PORT ST. LUCIE — What impressed Carlos Mendoza the most about Jonah Tong‘s five-game big league stint last summer was his ability to wipe the slate clean after tough outings. Tong was an instant success after winning his first Major League decision, but success can be fickle, and it can disappear as quickly as it arrived.
“Looking back, it’s how he was able to bounce back,” the Mets skipper said Wednesday at Clover Park. “He had a tough outing where I don’t think he made it out of the first inning, and he came back the next day and he was just willing to get better and learn from that experience. At this level, you need that.”
Tong, all of 22 years old, came away with the same lesson, understanding why it was important.
“Baseball is a complicated game. It’s my favorite, obviously, but it can be a roller coaster,” Tong said Wednesday after making his first Grapefruit League start against the St. Louis Cardinals at Clover Park. “What I learned last year is how to stay neutral on all of it because you’re going to have days where you’re going to absolutely carve, and other days you’re going to get your teeth kicked in. To be able to stay the same person through it all, is probably the most important thing.”
Tong learned that he not only has to keep a level head from day-to-day, but also from inning-to-inning and maybe even pitch-to-pitch. He debuted a new pitch Wednesday, one he calls a “cutter-slider type thing.” He went to it often, throwing it 18 times. It was working well until the third inning when Nolan Gorman hit one out of the park on a 2-1 count with one out.
The Cardinals went up 3-0, and Tong got the next out before the Mets went to the bullpen. Tong went 2 2/3 innings, allowing three earned runs on three hits, walking one and striking out two with 50 pitches.
“A good learning and development experience here on a day when he didn’t have the changeup,” Mendoza said.
It’s only spring training, so the results aren’t necessarily important, but seeing how the pitch played — even when he couldn’t quite locate it — was still beneficial.
“I hope people can’t read my lips, but I just kept on saying “a ground ball pitch” in the dugout,” Tong said. “It reminded me a lot of the development we had on the slider last year. Just continuing to know that’s definitely a really good option, especially when, like today, the change up wasn’t really there.”
The over-the-top delivery gives Tong power, but it can be more difficult to develop new pitches from such a high angle. To be a starting pitcher in the Major Leagues, you need to be able to throw more than 2-3 pitches, and Tong has never thrown a wide array of pitches. Since the Mets signed the Canadian out of a high school in George, he has always leaned on a high fastball with high velocity, and a changeup.
Hitters exposed this last season in the Major Leagues, helping Tong understand when he needs to use his curveball and his slider. The results he had over his five big league starts last season, (7.71 ERA, 4.31 FIP, 22 strikeouts, nine walks) increased his desire to add more pitches to his arsenal, while sticking with his high arm slot.
“I think it’s just one of those things where you hear a lot of pitchers say that there’s only a certain amount of pitches you can really throw from a certain arm slot; I never really thought it would be harder,” he said. “I think it’s just more something to be comfortable with. So I think as I get more comfortable with things, even like seeing signs of it today, it’s going to be very useful.”
Tong will stay with the Mets this spring instead of pitching for the Canadian team in the World Baseball Classic. The next step for him this spring is to build up his volume and keep working on the “cutter-slider thing.”
“He’s not a fastball-changeup pitcher anymore,” Mendoza said. “Now, he’s got some more weapons that he can use, and today was a perfect example of it.”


• _THE TASK_
What should you transcribe? Every line from the top of the records below through the line with "Image is 868x408 pixels.", exactly, and no pictures.

(Beginning of SOURCE DATA)

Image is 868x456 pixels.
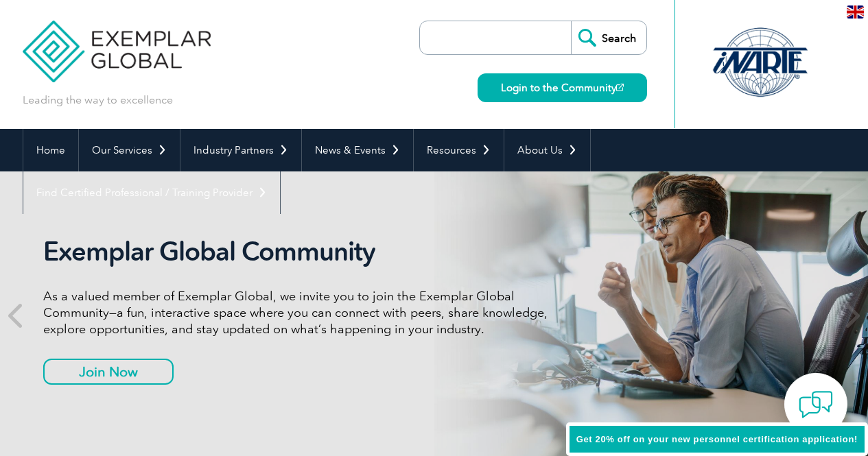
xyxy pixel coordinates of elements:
a: Login to the Community [478,73,647,102]
img: en [847,6,864,18]
h2: Exemplar Global Community [43,236,558,267]
a: Resources [413,129,503,172]
span: Get 20% off on your new personnel certification application! [576,434,857,444]
a: Industry Partners [181,129,301,172]
img: open_square.png [616,83,624,92]
a: Join Now [43,359,173,384]
a: News & Events [302,129,413,172]
input: Search [571,21,646,54]
a: Our Services [79,129,180,172]
a: About Us [504,129,590,172]
a: Home [23,129,78,172]
p: Leading the way to excellence [22,92,173,108]
img: contact-chat.png [799,388,833,421]
a: Find Certified Professional / Training Provider [23,172,280,214]
p: As a valued member of Exemplar Global, we invite you to join the Exemplar Global Community—a fun,... [43,288,558,337]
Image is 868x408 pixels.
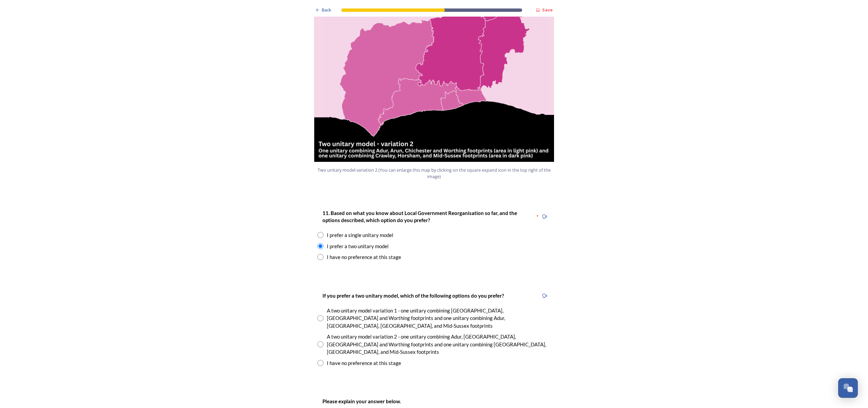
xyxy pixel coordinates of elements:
span: Back [322,6,332,13]
div: A two unitary model variation 2 - one unitary combining Adur, [GEOGRAPHIC_DATA], [GEOGRAPHIC_DATA... [327,333,551,356]
div: A two unitary model variation 1 - one unitary combining [GEOGRAPHIC_DATA], [GEOGRAPHIC_DATA] and ... [327,307,551,330]
button: Open Chat [838,379,858,398]
div: I have no preference at this stage [327,254,401,261]
strong: If you prefer a two unitary model, which of the following options do you prefer? [323,293,503,298]
span: Two unitary model variation 2 (You can enlarge this map by clicking on the square expand icon in ... [317,167,551,180]
div: I have no preference at this stage [327,360,401,367]
div: I prefer a two unitary model [327,243,388,250]
strong: 11. Based on what you know about Local Government Reorganisation so far, and the options describe... [323,210,518,224]
div: I prefer a single unitary model [327,231,393,239]
strong: Please explain your answer below. [323,398,401,404]
strong: Save [542,6,553,13]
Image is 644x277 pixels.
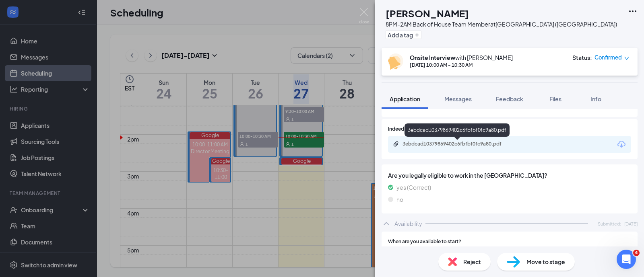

(End of SOURCE DATA)

• _SOLUTION TO THIS TASK_
Image is 868x456 pixels.
xyxy pixel coordinates of elements:
a: Login to the Community [478,73,647,102]
img: en [847,6,864,18]
h2: Exemplar Global Community [43,236,558,267]
a: Resources [413,129,503,172]
span: Get 20% off on your new personnel certification application! [576,434,857,444]
a: Industry Partners [181,129,301,172]
img: open_square.png [616,83,624,92]
a: Join Now [43,359,173,384]
a: News & Events [302,129,413,172]
input: Search [571,21,646,54]
a: Our Services [79,129,180,172]
a: About Us [504,129,590,172]
a: Home [23,129,78,172]
p: Leading the way to excellence [22,92,173,108]
img: contact-chat.png [799,388,833,421]
a: Find Certified Professional / Training Provider [23,172,280,214]
p: As a valued member of Exemplar Global, we invite you to join the Exemplar Global Community—a fun,... [43,288,558,337]
Image is 868x408 pixels.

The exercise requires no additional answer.